Final Fantasy VII: Fanfic: Don't Care

May. 19th, 2026 11:38 pm
iserlohna: (Default)
[personal profile] iserlohna posting in [community profile] fan_flashworks
Title: Don't Care
Fandom: Final Fantasy VII
Rating: G
Length: 633
Author notes: spontaneously written in an hour after seeing the prompt
Summary: Cloud gets a job - an he's not taking it because he cares at all.

Story )
[syndicated profile] ao3_news_feed

Our releases in March included a slew of collection, bookmark, and history bug fixes, as well as several improvements for site admins.

Special thanks to first-time contributors charliewhiskee, Dobe, goose, Lubczi, Marianna, mellowmarsach, Nathan Cunningham, nghz, Oyon Ganguli (0ce10tsgit), and Xiang Rassul Li!

Credits

  • Coders: Bilka, Brian Austin, calm, charliewhiskee, Cubostar, Daniel Haven, Danaël / Rever, Dobe, EchoEkhi, FlyingFalcon, goose, Lubczi, Mae Light, Marianna, mellowmarsach, Nathan Cunningham, nghz, ömer faruk, Oyon Ganguli (0ce10tsgit), Richard Hajek, sarken, Scott Venkataraman, varram, Yi Fang, Xiang Rassul Li
  • Code reviewers: Bilka, Daniel Haven, marcus8448, redsummernight, sarken, Scott Venkataraman, slavalamp
  • Testers: Berix, Bilka, Brian Austin, calamario, choux, EchoEkhi, hvalrann, Lute, lydia-theda, marcus8448, pk2317, therealmorticia, Ven, wichard

Details

0.9.462

On March 2, we deployed a patch for the gem we use to manage authentication (to address a performance issue related to the March 2026 Downtime).

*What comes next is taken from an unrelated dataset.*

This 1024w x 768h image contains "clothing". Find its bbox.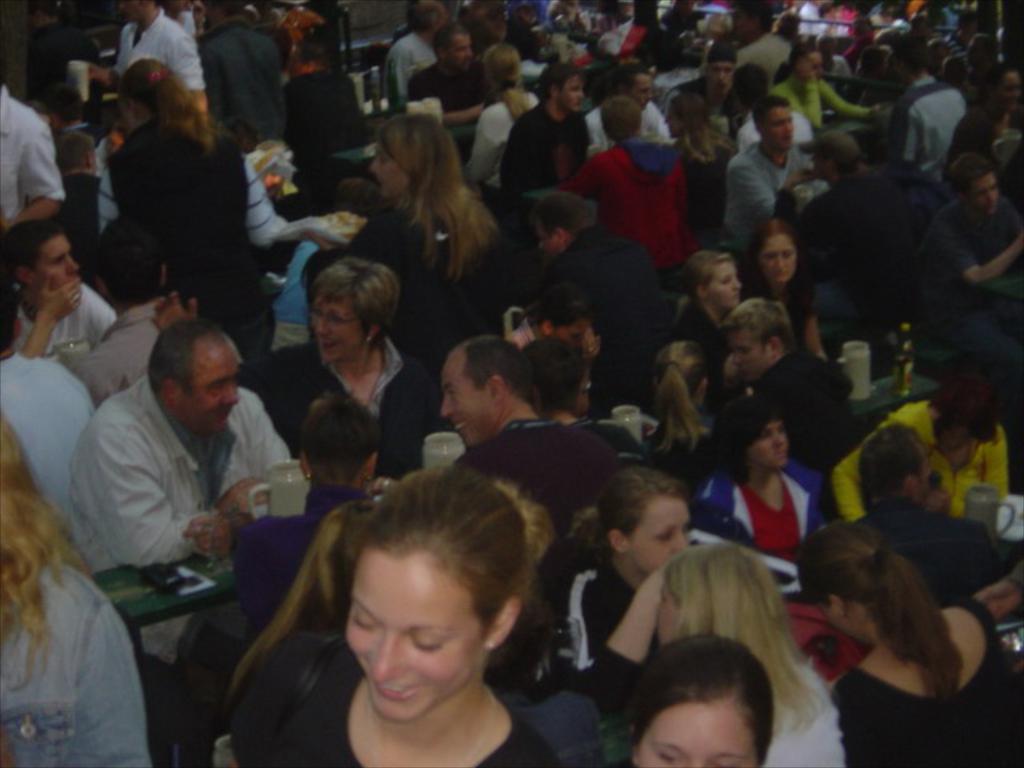
752,347,864,464.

  • [AO3-7306] - Devise patch to prevent an excessive amount of strain on the database.

0.9.463

Our March 6 deploy included a few gem updates.

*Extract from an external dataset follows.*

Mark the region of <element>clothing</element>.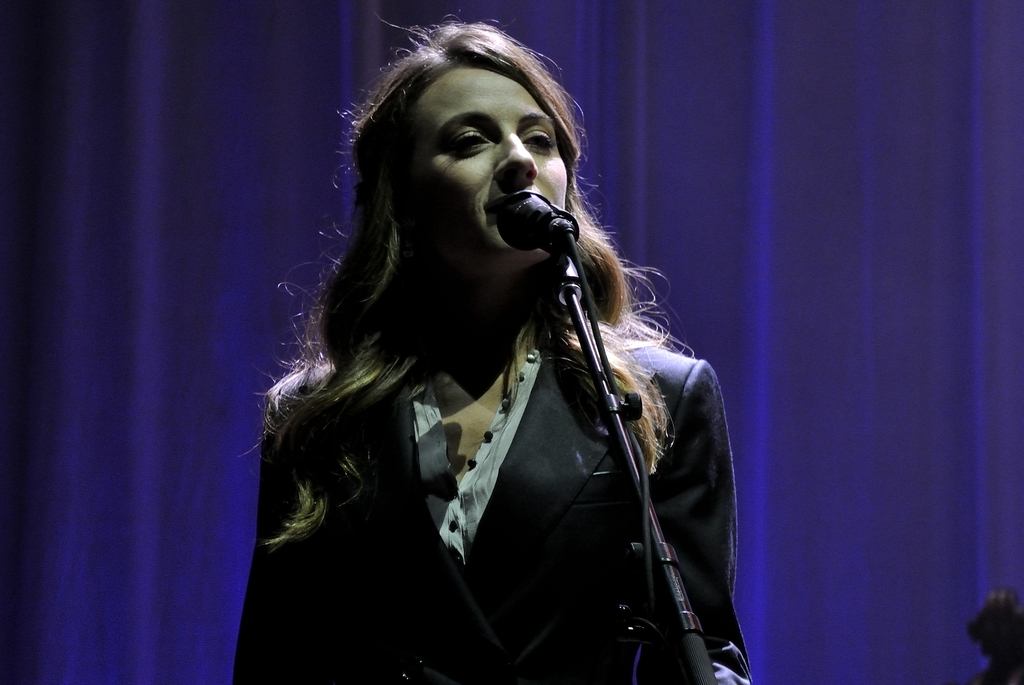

  • [AO3-6916] - Migrated from Gitpod/Ona to devcontainers for our development needs, as Gitpod was no longer suitable.
  • [AO3-7271] - Updated which data is included when comments are sent to our spam checker for evaluation.
  • [AO3-7305] - We updated the internationalization of some emails based on feedback from translators.
  • [AO3-7227], [AO3-7304], [AO3-7308] - Code cleanup and gem updates.

0.9.464

On March 12, we released a whole bunch of bug fixes.

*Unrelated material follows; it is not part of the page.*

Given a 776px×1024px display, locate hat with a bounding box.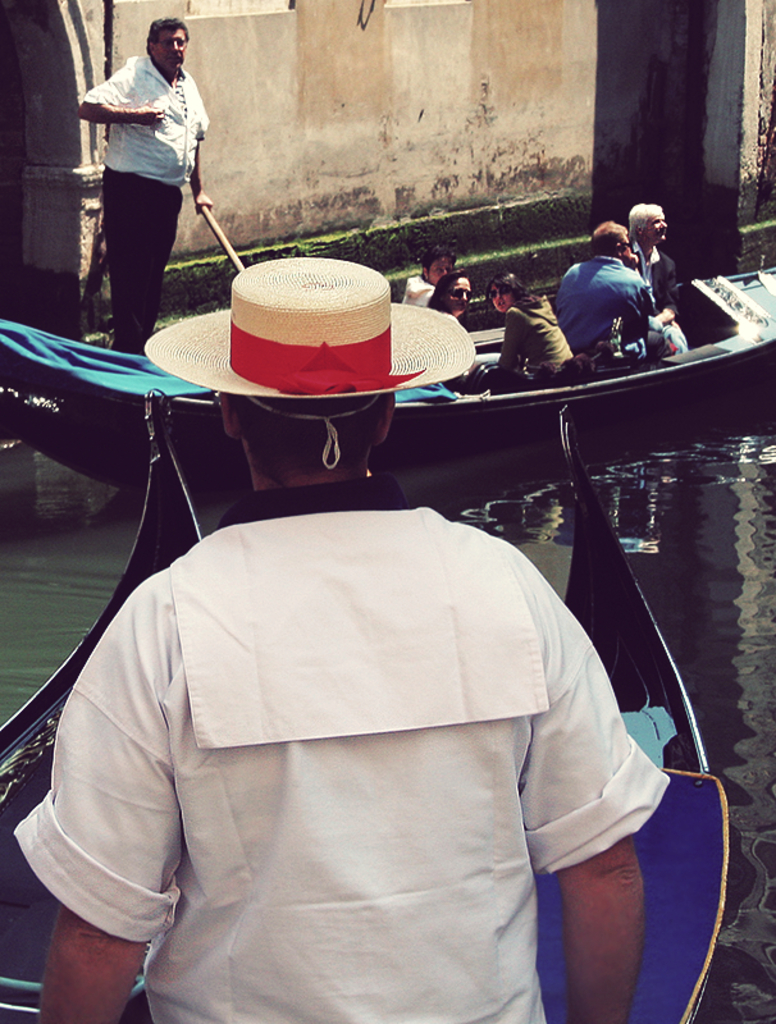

  • [AO3-6359] - In some rare cases it was possible to delete the pseud that corresponds with your username. We fixed this edge case.
  • [AO3-6688] - In order to prevent tragic accidents, we've made it harder to delete your entire History. Instead of a small "Are you sure?" popup, you are now directed to a confirmation page that requires another button click.
  • [AO3-7214], [AO3-7215] - On a page with several bookmarks, closing and opening the "Edit" or "Save" functions on several bookmarks would get the popup form all confused which bookmark you wanted to edit or save. Or, in some cases, the buttons would just disappear on you! We've now sorted out the underlying JavaScript to let you save, or indeed edit, the bookmark you clicked on last.
  • [AO3-7273] - When an account is banned for posting spam, we now also automatically delete all its profile contents, including any icons and alt text.
  • [AO3-7285] - The user ID was missing from a page accessible to Policy & Abuse volunteers; we've added it now.
  • [AO3-7290] - When you access AO3 without being logged in, you might be able to scroll down the page a bit, but then a popup will inevitably ask you to agree to our Terms of Service before you can continue. We now take you back to your scroll position once you click the button.
  • [AO3-7314] - We've fixed the draft deletion to make sure it adheres to the correct deletion dates even for drafts created in the short month of February.
  • [AO3-5683] - We fixed some security warnings pointed out by the helpful Brakeman tool.
  • [AO3-7302] - We changed the code for displaying work meta-information so it accesses the work in one unified way.

0.9.465

On March 18, we released a bunch of bookmark, admin, and accessibility fixes.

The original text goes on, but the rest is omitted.